Photo: AP

On Tuesday, over the protestations of the Obama administration, the Senate unanimously passed a bill allowing families of 9/11 victims to sue Saudi Arabia for any involvement it may have had in the plot to perpetrate those attacks.

Victims’ families have tried to sue members of the Saudi royal family and associated charities before, the New York Times reports, but have largely been thwarted by a 1976 law that grants foreign countries some immunity from lawsuits filed in American courts.

The House of Representatives has yet to vote on the legislation, and President Obama has threatened to veto it if it passes in the House.

The push to pass the bill comes amid renewed interest in the so-called 28 pages: a still-classified portion of a 838-page Congressional report from 2002 that some say contains information linking high-ranking Saudi officials with the 9/11 terrorists. (Fifteen of the 19 terrorists were Saudi.)

The 9/11 Commission, in a separate report, “found no evidence that the Saudi government as an institution or senior Saudi officials individually funded” the terror attacks that day.

President Obama is not the only one to criticize the legislation. During a visit to Washington in March, Saudi foreign minister Adel al-Jubeir told lawmakers and administration officials that if the legislation passed, Saudi Arabia could start selling off $750 billion in Treasury securities and assets in the United States. Even so, economists tell the Times that’s an unlikely outcome.

“For the sake of the families, I want to make clear beyond the shadow of a doubt that every entity, including foreign states, will be held accountable if they are found to be sponsors of the heinous act of 9/11,” Senator Chuck Schumer of New York, a Democrat who co-sponsored the Justice Against Sponsors of Terrorism Act, said Tuesday.

“If the Saudis did not participate in this terrorism, they have nothing to fear about going to court,” he said. “If they did, they should be held accountable.”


### Problem to solve:
Copy the data exactly. Images are the one exception.

==== Provided material ====

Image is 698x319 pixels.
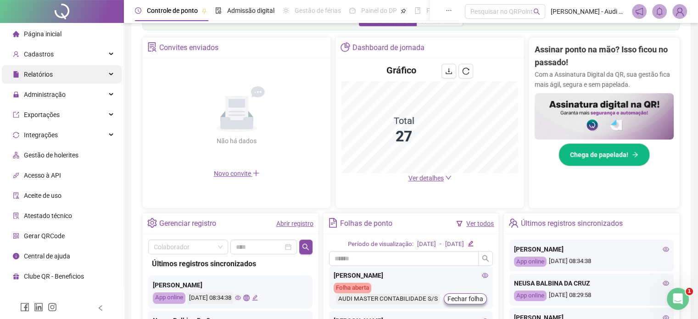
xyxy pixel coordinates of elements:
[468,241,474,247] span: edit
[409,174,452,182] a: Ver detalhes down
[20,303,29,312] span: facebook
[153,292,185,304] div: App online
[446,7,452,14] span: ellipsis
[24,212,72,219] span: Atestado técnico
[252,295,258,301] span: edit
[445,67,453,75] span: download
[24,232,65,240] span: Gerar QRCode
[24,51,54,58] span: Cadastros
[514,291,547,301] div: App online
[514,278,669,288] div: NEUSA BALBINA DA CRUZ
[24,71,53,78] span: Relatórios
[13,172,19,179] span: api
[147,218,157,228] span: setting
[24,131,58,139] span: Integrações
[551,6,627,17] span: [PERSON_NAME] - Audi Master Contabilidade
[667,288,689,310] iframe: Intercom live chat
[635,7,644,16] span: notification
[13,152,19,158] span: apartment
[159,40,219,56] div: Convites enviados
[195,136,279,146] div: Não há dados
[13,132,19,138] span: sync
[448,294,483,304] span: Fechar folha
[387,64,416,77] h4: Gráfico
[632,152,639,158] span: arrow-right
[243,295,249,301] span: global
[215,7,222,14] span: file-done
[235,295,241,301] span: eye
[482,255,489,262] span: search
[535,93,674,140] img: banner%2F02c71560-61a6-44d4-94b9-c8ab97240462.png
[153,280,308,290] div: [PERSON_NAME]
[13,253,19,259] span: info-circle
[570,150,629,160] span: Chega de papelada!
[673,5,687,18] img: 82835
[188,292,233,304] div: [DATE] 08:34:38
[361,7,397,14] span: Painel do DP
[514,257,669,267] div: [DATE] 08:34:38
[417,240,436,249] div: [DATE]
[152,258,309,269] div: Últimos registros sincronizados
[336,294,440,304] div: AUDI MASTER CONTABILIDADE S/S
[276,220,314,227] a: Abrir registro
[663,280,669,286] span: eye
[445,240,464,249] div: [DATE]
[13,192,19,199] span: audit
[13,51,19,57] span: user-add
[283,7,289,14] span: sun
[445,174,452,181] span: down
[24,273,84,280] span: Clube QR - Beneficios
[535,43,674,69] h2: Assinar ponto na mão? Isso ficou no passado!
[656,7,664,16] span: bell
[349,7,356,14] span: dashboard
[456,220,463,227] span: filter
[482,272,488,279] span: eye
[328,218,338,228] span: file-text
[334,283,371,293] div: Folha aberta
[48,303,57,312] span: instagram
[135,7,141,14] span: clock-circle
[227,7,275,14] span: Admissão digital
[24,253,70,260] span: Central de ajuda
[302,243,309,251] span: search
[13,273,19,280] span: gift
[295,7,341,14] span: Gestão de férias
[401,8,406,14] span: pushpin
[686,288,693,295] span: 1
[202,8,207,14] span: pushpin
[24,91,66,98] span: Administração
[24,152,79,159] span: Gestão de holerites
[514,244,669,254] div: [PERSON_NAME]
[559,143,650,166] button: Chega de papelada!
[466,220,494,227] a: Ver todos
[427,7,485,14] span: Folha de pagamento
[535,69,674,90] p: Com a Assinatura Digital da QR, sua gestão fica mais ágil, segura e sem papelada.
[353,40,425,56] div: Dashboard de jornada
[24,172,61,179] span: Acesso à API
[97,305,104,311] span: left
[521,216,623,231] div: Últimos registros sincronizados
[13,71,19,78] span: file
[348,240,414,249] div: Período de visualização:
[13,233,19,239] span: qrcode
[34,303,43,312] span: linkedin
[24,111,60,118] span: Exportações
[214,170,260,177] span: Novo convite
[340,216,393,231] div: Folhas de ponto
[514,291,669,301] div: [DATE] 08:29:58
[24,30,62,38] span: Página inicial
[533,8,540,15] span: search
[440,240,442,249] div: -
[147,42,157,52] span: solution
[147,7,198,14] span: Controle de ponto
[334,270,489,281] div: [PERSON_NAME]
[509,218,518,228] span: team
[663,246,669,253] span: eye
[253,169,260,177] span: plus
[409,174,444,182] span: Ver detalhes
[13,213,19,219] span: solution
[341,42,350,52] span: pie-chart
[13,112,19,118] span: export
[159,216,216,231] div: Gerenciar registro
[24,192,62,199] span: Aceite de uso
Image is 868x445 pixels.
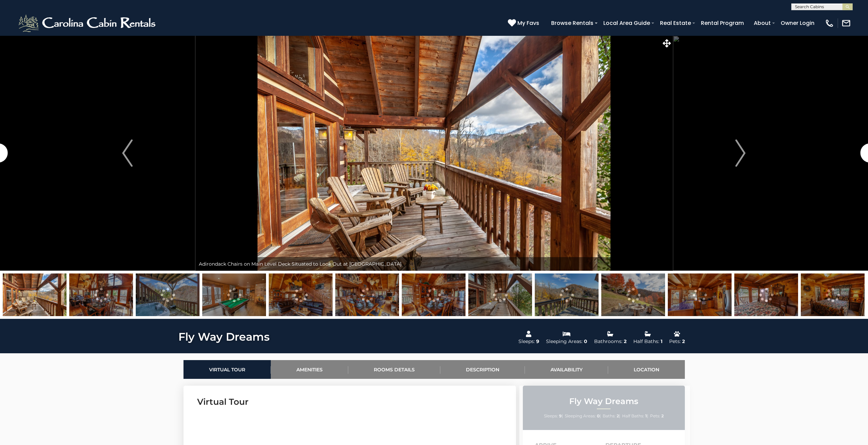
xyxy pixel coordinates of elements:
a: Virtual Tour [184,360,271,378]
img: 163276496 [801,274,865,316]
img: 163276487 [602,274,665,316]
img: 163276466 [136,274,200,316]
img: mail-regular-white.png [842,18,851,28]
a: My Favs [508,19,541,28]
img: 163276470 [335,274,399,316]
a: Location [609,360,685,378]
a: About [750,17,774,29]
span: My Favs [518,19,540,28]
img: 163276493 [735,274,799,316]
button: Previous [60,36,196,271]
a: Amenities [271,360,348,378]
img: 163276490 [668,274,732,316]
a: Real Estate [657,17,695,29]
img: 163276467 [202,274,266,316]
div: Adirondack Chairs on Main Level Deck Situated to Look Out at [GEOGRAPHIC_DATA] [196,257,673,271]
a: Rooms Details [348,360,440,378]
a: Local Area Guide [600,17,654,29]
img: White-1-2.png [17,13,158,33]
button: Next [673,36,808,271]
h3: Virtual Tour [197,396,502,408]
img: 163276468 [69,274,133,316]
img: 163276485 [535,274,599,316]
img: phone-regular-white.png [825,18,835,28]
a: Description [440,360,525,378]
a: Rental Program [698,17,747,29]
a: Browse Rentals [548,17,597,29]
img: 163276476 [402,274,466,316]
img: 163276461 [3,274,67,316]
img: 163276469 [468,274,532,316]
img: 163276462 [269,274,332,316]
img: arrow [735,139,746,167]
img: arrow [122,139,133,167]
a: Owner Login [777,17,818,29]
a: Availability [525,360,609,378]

====

### Completed exercise:
Image is 698x319 pixels.
xyxy pixel coordinates of elements:
[468,241,474,247] span: edit
[409,174,452,182] a: Ver detalhes down
[20,303,29,312] span: facebook
[153,292,185,304] div: App online
[446,7,452,14] span: ellipsis
[24,212,72,219] span: Atestado técnico
[252,295,258,301] span: edit
[445,67,453,75] span: download
[24,232,65,240] span: Gerar QRCode
[24,51,54,58] span: Cadastros
[514,291,547,301] div: App online
[514,278,669,288] div: NEUSA BALBINA DA CRUZ
[24,71,53,78] span: Relatórios
[13,172,19,179] span: api
[147,218,157,228] span: setting
[24,131,58,139] span: Integrações
[551,6,627,17] span: [PERSON_NAME] - Audi Master Contabilidade
[667,288,689,310] iframe: Intercom live chat
[635,7,644,16] span: notification
[13,152,19,158] span: apartment
[159,40,219,56] div: Convites enviados
[195,136,279,146] div: Não há dados
[13,132,19,138] span: sync
[448,294,483,304] span: Fechar folha
[387,64,416,77] h4: Gráfico
[632,152,639,158] span: arrow-right
[243,295,249,301] span: global
[215,7,222,14] span: file-done
[235,295,241,301] span: eye
[482,255,489,262] span: search
[535,93,674,140] img: banner%2F02c71560-61a6-44d4-94b9-c8ab97240462.png
[153,280,308,290] div: [PERSON_NAME]
[13,253,19,259] span: info-circle
[570,150,629,160] span: Chega de papelada!
[673,5,687,18] img: 82835
[188,292,233,304] div: [DATE] 08:34:38
[361,7,397,14] span: Painel do DP
[514,257,669,267] div: [DATE] 08:34:38
[417,240,436,249] div: [DATE]
[152,258,309,269] div: Últimos registros sincronizados
[336,294,440,304] div: AUDI MASTER CONTABILIDADE S/S
[276,220,314,227] a: Abrir registro
[663,280,669,286] span: eye
[445,240,464,249] div: [DATE]
[13,192,19,199] span: audit
[13,51,19,57] span: user-add
[283,7,289,14] span: sun
[445,174,452,181] span: down
[24,273,84,280] span: Clube QR - Beneficios
[535,43,674,69] h2: Assinar ponto na mão? Isso ficou no passado!
[656,7,664,16] span: bell
[349,7,356,14] span: dashboard
[456,220,463,227] span: filter
[482,272,488,279] span: eye
[328,218,338,228] span: file-text
[334,283,371,293] div: Folha aberta
[48,303,57,312] span: instagram
[135,7,141,14] span: clock-circle
[227,7,275,14] span: Admissão digital
[24,253,70,260] span: Central de ajuda
[302,243,309,251] span: search
[13,273,19,280] span: gift
[295,7,341,14] span: Gestão de férias
[401,8,406,14] span: pushpin
[686,288,693,295] span: 1
[202,8,207,14] span: pushpin
[24,91,66,98] span: Administração
[24,152,79,159] span: Gestão de holerites
[514,244,669,254] div: [PERSON_NAME]
[559,143,650,166] button: Chega de papelada!
[466,220,494,227] a: Ver todos
[427,7,485,14] span: Folha de pagamento
[535,69,674,90] p: Com a Assinatura Digital da QR, sua gestão fica mais ágil, segura e sem papelada.
[353,40,425,56] div: Dashboard de jornada
[24,172,61,179] span: Acesso à API
[97,305,104,311] span: left
[521,216,623,231] div: Últimos registros sincronizados
[13,71,19,78] span: file
[348,240,414,249] div: Período de visualização:
[13,233,19,239] span: qrcode
[34,303,43,312] span: linkedin
[24,111,60,118] span: Exportações
[214,170,260,177] span: Novo convite
[340,216,393,231] div: Folhas de ponto
[514,291,669,301] div: [DATE] 08:29:58
[24,30,62,38] span: Página inicial
[533,8,540,15] span: search
[440,240,442,249] div: -
[147,42,157,52] span: solution
[147,7,198,14] span: Controle de ponto
[334,270,489,281] div: [PERSON_NAME]
[509,218,518,228] span: team
[663,246,669,253] span: eye
[253,169,260,177] span: plus
[409,174,444,182] span: Ver detalhes
[13,213,19,219] span: solution
[341,42,350,52] span: pie-chart
[13,112,19,118] span: export
[159,216,216,231] div: Gerenciar registro
[24,192,62,199] span: Aceite de uso
Image is 868x445 pixels.
xyxy pixel coordinates of elements:
a: Virtual Tour [184,360,271,378]
img: 163276496 [801,274,865,316]
img: 163276487 [602,274,665,316]
img: 163276466 [136,274,200,316]
img: mail-regular-white.png [842,18,851,28]
a: My Favs [508,19,541,28]
img: 163276470 [335,274,399,316]
a: Location [609,360,685,378]
a: About [750,17,774,29]
span: My Favs [518,19,540,28]
img: 163276493 [735,274,799,316]
button: Previous [60,36,196,271]
a: Amenities [271,360,348,378]
img: 163276490 [668,274,732,316]
a: Real Estate [657,17,695,29]
img: 163276467 [202,274,266,316]
div: Adirondack Chairs on Main Level Deck Situated to Look Out at [GEOGRAPHIC_DATA] [196,257,673,271]
a: Rooms Details [348,360,440,378]
a: Local Area Guide [600,17,654,29]
img: White-1-2.png [17,13,158,33]
button: Next [673,36,808,271]
h3: Virtual Tour [197,396,502,408]
img: 163276468 [69,274,133,316]
img: 163276485 [535,274,599,316]
img: phone-regular-white.png [825,18,835,28]
a: Description [440,360,525,378]
a: Rental Program [698,17,747,29]
a: Browse Rentals [548,17,597,29]
img: 163276476 [402,274,466,316]
img: 163276461 [3,274,67,316]
img: 163276469 [468,274,532,316]
img: 163276462 [269,274,332,316]
img: arrow [735,139,746,167]
img: arrow [122,139,133,167]
a: Owner Login [777,17,818,29]
a: Availability [525,360,609,378]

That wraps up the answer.